For example, with $R=254,$ just try each integer value of $x$ from $x=0$ to $x=254,$ and set $s = R^2 - x^2.$ Apply the floating-point square root function to that result, that is, take q = sqrt(s), round the return value q to an integer, set $y$ to the rounded value, and then check whether $y^2 = R^2 - x^2.$ If it is equal, that value of $(x,y)$ is a point on the circle, otherwise there is no such lattice point with that $x$-coordinate.

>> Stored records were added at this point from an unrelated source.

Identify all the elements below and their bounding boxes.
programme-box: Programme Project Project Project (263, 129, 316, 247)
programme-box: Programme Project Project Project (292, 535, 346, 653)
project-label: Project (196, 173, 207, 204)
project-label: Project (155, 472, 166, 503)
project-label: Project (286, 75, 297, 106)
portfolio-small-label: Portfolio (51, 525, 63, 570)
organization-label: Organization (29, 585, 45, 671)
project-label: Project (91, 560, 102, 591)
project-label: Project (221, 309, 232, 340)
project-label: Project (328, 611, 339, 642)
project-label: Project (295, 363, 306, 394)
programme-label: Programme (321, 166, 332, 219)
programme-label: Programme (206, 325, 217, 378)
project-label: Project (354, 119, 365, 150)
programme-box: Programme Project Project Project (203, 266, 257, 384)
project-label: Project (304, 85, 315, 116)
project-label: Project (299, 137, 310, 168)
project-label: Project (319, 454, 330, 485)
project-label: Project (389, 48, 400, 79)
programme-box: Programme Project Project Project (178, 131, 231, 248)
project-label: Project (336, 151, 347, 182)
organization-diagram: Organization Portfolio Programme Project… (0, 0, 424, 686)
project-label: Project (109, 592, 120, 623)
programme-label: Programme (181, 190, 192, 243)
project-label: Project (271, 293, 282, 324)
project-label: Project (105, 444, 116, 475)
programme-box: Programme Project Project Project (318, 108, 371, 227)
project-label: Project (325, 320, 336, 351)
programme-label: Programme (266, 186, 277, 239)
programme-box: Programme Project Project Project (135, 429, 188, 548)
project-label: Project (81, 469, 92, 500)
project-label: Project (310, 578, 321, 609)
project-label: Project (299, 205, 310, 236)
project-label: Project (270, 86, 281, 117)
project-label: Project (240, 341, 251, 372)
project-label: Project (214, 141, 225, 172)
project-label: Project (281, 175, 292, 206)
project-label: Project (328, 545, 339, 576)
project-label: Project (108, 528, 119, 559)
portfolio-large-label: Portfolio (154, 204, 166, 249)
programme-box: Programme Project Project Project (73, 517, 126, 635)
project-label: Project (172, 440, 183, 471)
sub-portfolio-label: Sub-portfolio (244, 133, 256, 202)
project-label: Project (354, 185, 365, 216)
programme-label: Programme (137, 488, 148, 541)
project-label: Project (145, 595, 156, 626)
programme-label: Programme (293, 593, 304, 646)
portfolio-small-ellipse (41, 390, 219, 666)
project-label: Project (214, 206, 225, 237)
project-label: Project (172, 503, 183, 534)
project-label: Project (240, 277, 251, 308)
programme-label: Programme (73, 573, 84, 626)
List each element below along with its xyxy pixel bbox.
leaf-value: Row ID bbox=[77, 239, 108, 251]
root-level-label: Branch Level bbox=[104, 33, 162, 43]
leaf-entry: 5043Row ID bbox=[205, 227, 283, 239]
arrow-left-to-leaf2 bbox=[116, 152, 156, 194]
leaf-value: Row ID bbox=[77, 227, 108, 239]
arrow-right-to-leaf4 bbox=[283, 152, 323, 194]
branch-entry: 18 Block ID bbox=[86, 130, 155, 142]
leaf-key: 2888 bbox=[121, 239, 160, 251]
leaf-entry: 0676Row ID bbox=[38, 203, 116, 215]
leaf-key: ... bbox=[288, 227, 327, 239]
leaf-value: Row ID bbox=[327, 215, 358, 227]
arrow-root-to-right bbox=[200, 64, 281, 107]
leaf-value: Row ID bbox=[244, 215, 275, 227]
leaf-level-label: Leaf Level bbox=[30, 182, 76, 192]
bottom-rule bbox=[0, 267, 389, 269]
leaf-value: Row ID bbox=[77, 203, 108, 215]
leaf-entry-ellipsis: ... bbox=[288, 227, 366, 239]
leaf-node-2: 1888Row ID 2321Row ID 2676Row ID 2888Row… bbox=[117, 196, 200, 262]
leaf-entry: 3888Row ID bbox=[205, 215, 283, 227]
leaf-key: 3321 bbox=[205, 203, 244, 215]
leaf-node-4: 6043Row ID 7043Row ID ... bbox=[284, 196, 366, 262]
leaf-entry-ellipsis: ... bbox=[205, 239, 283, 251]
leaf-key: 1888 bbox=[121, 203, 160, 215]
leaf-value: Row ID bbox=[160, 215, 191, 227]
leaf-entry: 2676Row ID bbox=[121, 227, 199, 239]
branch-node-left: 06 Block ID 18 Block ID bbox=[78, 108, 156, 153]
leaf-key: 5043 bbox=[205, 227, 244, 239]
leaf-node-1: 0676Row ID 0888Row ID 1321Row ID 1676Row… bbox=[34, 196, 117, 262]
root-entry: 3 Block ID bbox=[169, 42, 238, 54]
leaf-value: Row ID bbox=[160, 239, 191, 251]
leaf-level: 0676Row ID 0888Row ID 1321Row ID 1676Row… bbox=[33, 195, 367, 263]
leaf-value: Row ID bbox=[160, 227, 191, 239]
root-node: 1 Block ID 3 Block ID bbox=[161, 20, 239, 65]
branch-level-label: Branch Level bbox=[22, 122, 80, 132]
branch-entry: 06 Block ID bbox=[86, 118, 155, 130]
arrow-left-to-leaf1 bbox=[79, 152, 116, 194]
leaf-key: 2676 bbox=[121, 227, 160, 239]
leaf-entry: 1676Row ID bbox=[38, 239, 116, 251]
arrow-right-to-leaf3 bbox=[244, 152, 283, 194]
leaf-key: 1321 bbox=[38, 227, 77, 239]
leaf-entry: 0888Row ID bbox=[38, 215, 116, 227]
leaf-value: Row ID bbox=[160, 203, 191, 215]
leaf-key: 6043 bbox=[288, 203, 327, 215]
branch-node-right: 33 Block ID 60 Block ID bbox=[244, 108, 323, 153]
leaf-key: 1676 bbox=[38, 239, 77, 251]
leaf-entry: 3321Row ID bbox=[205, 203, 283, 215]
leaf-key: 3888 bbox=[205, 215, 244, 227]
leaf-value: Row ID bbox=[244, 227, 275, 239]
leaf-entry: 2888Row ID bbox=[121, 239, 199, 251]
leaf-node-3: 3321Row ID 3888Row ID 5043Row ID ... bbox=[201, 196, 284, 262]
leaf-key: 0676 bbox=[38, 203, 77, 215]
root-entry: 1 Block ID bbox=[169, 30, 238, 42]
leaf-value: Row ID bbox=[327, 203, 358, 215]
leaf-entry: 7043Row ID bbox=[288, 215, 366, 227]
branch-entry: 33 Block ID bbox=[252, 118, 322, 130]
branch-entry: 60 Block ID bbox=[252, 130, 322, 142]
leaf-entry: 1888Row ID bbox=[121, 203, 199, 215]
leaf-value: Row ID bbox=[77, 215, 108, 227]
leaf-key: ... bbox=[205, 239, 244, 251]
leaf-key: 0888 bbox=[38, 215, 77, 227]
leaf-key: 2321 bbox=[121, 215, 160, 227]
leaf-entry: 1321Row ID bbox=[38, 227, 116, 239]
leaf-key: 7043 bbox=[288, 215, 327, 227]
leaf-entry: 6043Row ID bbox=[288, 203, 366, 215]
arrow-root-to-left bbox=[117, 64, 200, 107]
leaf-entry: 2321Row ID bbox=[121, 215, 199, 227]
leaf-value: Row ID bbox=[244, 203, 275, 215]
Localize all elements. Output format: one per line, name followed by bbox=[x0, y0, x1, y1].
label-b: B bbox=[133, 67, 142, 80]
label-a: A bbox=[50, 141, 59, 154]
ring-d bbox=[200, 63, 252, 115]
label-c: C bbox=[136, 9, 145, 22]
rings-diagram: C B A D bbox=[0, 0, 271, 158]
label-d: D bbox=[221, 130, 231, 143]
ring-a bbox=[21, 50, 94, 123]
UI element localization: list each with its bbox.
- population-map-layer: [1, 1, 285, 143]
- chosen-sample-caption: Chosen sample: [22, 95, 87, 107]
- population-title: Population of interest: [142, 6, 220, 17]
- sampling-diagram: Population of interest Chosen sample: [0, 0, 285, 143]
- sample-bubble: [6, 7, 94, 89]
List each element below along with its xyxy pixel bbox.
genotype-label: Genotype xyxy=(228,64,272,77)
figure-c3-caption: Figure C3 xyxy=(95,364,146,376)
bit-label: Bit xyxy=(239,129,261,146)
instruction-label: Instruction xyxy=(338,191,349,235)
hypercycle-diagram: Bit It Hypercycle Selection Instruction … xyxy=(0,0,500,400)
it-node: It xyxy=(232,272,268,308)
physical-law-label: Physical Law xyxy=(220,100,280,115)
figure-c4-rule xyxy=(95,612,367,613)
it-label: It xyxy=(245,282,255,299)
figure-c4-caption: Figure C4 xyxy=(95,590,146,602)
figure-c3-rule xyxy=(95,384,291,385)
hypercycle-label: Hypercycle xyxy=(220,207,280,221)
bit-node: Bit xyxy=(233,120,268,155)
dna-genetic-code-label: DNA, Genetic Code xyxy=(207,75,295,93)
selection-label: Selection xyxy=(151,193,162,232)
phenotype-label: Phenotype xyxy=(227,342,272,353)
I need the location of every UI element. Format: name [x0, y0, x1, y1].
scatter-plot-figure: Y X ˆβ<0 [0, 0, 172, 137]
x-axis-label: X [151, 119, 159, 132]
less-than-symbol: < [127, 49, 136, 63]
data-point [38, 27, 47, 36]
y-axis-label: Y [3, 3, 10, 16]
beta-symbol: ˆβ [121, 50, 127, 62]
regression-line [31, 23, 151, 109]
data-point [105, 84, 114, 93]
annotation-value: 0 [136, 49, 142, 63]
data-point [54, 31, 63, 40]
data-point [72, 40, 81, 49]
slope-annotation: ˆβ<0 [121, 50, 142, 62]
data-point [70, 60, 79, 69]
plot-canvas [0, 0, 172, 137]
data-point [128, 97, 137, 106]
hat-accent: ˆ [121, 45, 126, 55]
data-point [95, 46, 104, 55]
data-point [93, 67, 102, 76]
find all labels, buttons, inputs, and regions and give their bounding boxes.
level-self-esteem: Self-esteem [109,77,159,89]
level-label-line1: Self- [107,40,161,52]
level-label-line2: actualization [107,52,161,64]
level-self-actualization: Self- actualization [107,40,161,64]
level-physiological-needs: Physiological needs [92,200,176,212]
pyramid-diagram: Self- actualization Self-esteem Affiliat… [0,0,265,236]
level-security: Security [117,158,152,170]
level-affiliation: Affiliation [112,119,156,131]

You can even avoid floating-point calculations entirely if you just "guess" the value of $y$ each time. When $R=254,$ for $x=0$ you know $y=254,$ and you know that $y$ for the next lattice point will be less, so for $x=1$ you guess $y=254- 1 = 253$ and see if $(x,y)$ is a lattice point. Each time you make such a guess, if it turns out $x^2 + y^2 > R^2$ then you decrease $y$ by $1$ and try again with the same $x$; if $x^2 + y^2 < R^2$ then you keep the same $y$ but increase $x$ by $1$; and if $x^2 + y^2 = R^2$ then you remember the fact that $(x,y)$ is a lattice point on the circle, and for your next guess you add $1$ to $x$ and subtract $1$ from $y.$

If you use $64$-bit integers these "brute force" approaches work up to $R \approx 2{,}000{,}000{,}000,$ although somewhere between $R=254$ and $R = 2{,}000{,}000{,}000$ you might find that the brute-force approach takes so much computing time that you want to implement the cleverer solution already explained in another answer (involving the factorization of $R$).